Limits, risks, and missing evidence
- Replacement therapy, high-normal TRT, and supraphysiologic cycling are different claims; TRAVERSE does not make bodybuilding-dose use cardiovascularly safe.
- HPG-axis suppression, infertility/testicular atrophy, erythrocytosis, estradiol/DHT conversion, acne/hair loss, gynecomastia, blood-pressure/lipid effects, sleep apnea, and cardiac/prostate monitoring dominate nonmedical risk framing.
- Serum testosterone, intratesticular testosterone, fertility, symptoms, hematocrit, estradiol, and performance are separate endpoints; keeping one in range does not guarantee the others are fine.
Risk flags
- prescription only
- endocrine suppression
- fertility risk
- erythrocytosis
- cardiovascular monitoring
- medical supervision
Linked papers, labels, and reviews
- DailyMed label: Testosterone cypionate injection
label / dailymed_testosterone_cypionate_label
Official injectable testosterone label; anchors approved hypogonadism context, IM route, contraindications, and androgen adverse effects. - The effects of supraphysiologic doses of testosterone on muscle size and strength in normal men
human_rct / pubmed_testosterone_supraphysiologic_muscle_1996
Landmark randomized human trial showing dose/exposure-linked muscle-size and strength effects; not a safety endorsement. - Effects of Testosterone Treatment in Older Men
human_rct / pubmed_testosterone_trials_older_men_2016
Coordinated Testosterone Trials source for older hypogonadal men; supports indication-specific benefits and endpoint-specific limits. - Anabolic-androgenic steroids: How do they work and what are the risks?

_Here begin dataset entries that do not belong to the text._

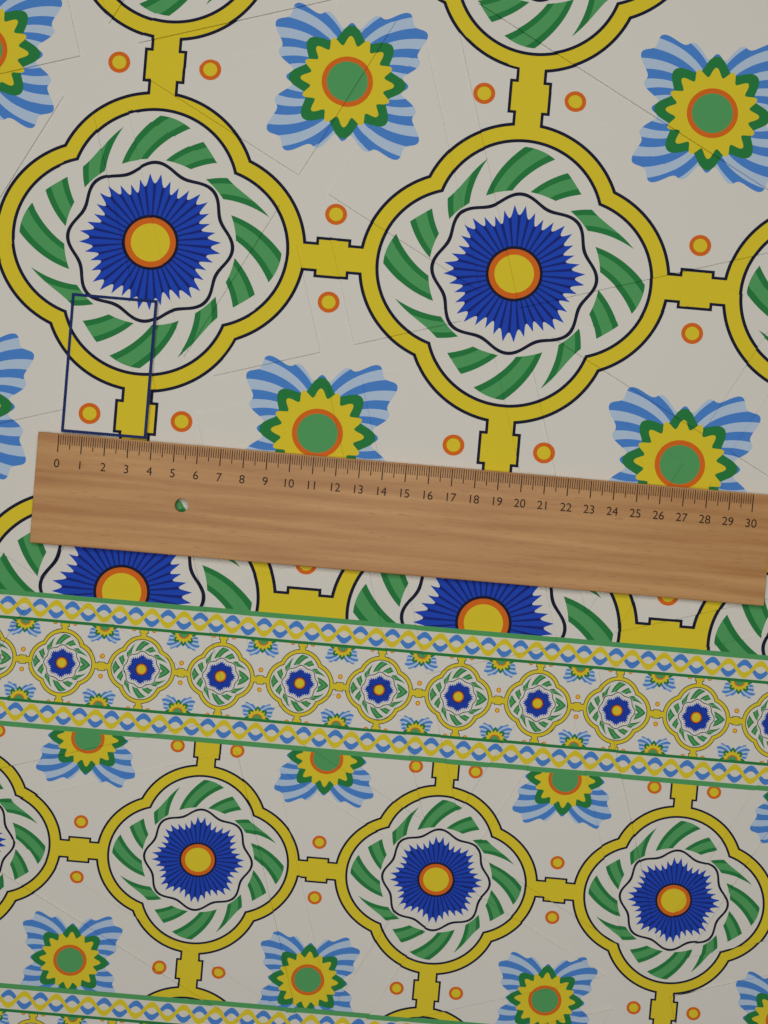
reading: 3.7 (no unit)
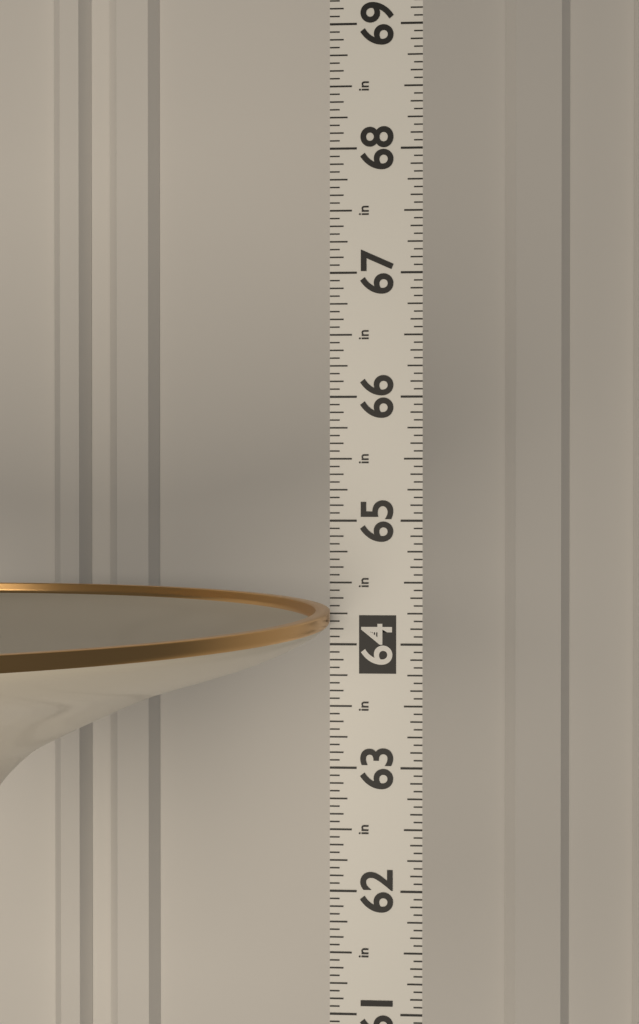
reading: 64.2500 in
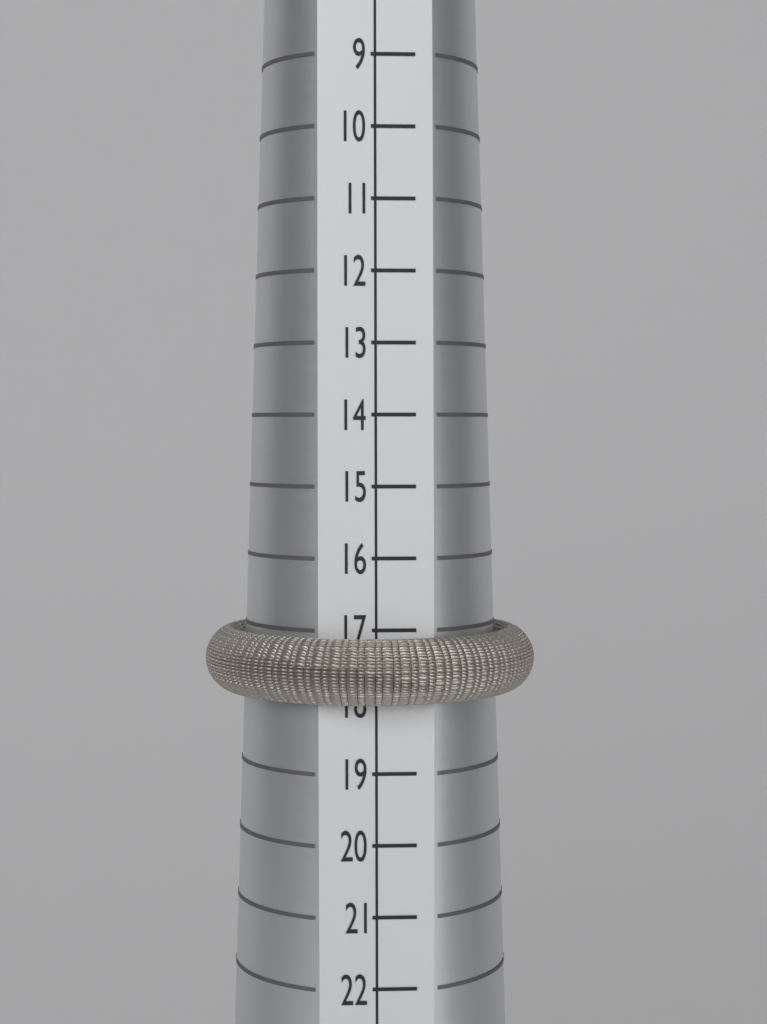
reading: 18 (no unit)
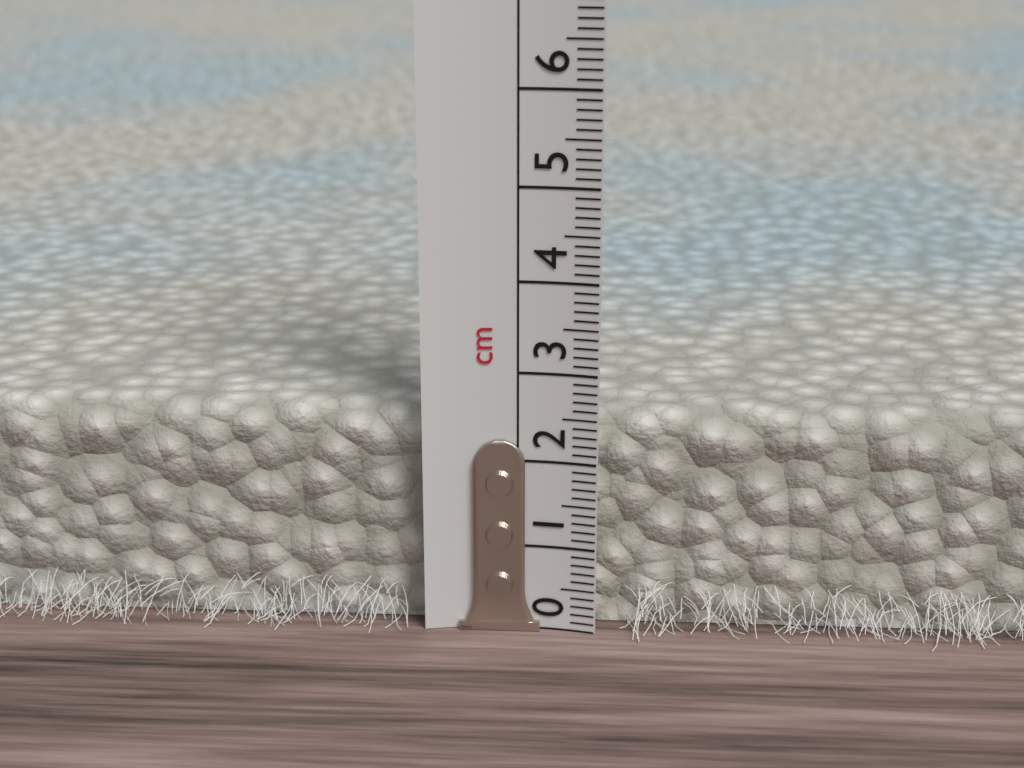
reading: 2.5 cm
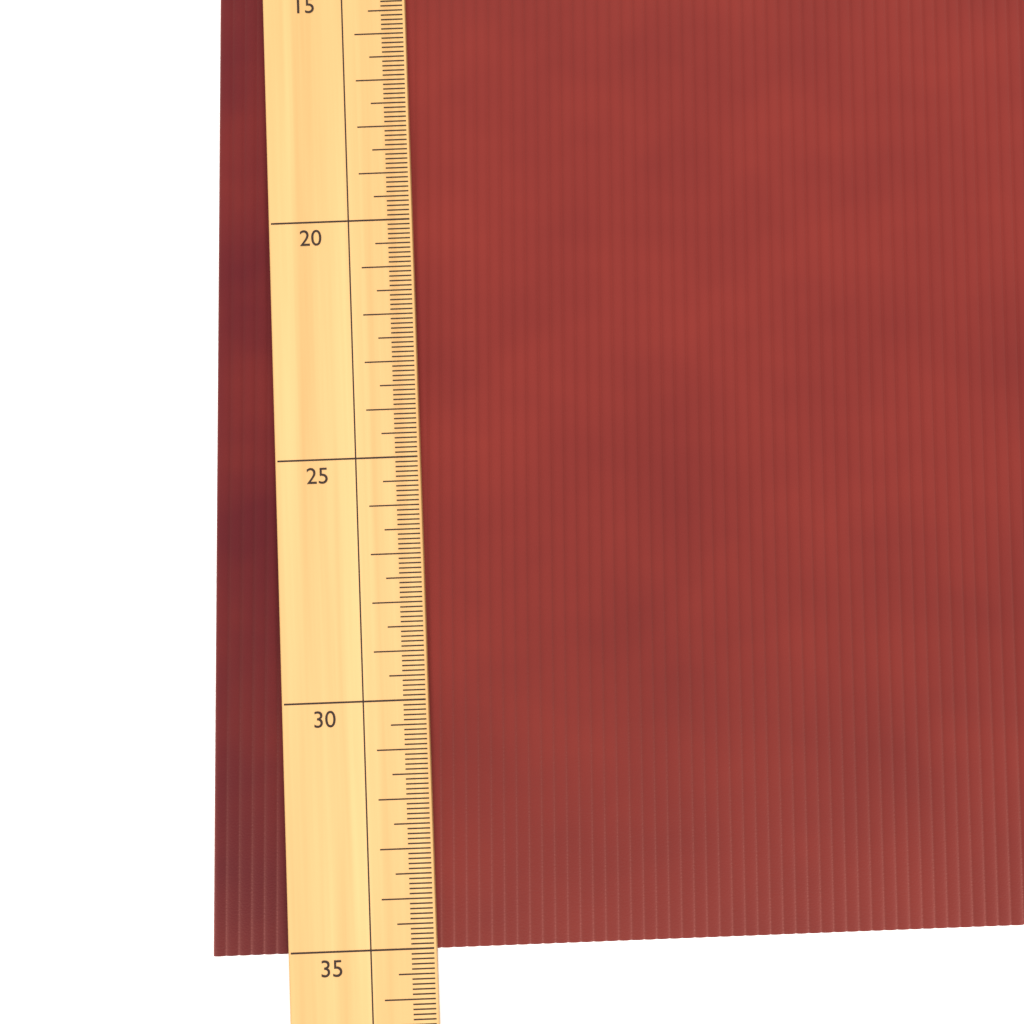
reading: 35.1 (no unit)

review / pubmed_aas_risks_2023
General AAS mechanism and risk review; used as class-level caution for nonmedical androgen/anabolic steroid entries. - Cardiovascular Safety of Testosterone-Replacement Therapy
human_rct / pubmed_testosterone_traverse_cv_2023
TRAVERSE cardiovascular-safety trial in symptomatic hypogonadal men with pre-existing or high cardiovascular risk; replacement-therapy context, not supraphysiologic cycling. - Testosterone dose-response relationships in healthy young men
human_rct / pubmed_testosterone_dose_response_2001
Graded testosterone-enanthate dosing under GnRH-agonist suppression; dose-dependent fat-free mass, muscle size, strength/power, hemoglobin, HDL, and IGF-1 effects. - Anabolic-androgenic steroids among recreational athletes and cardiovascular risk
safety_review / pubmed_aas_recreational_athletes_cv_review_2025
Recent cardiovascular-risk review focused on recreational athlete AAS use; class-level safety source for nonmedical androgen entries.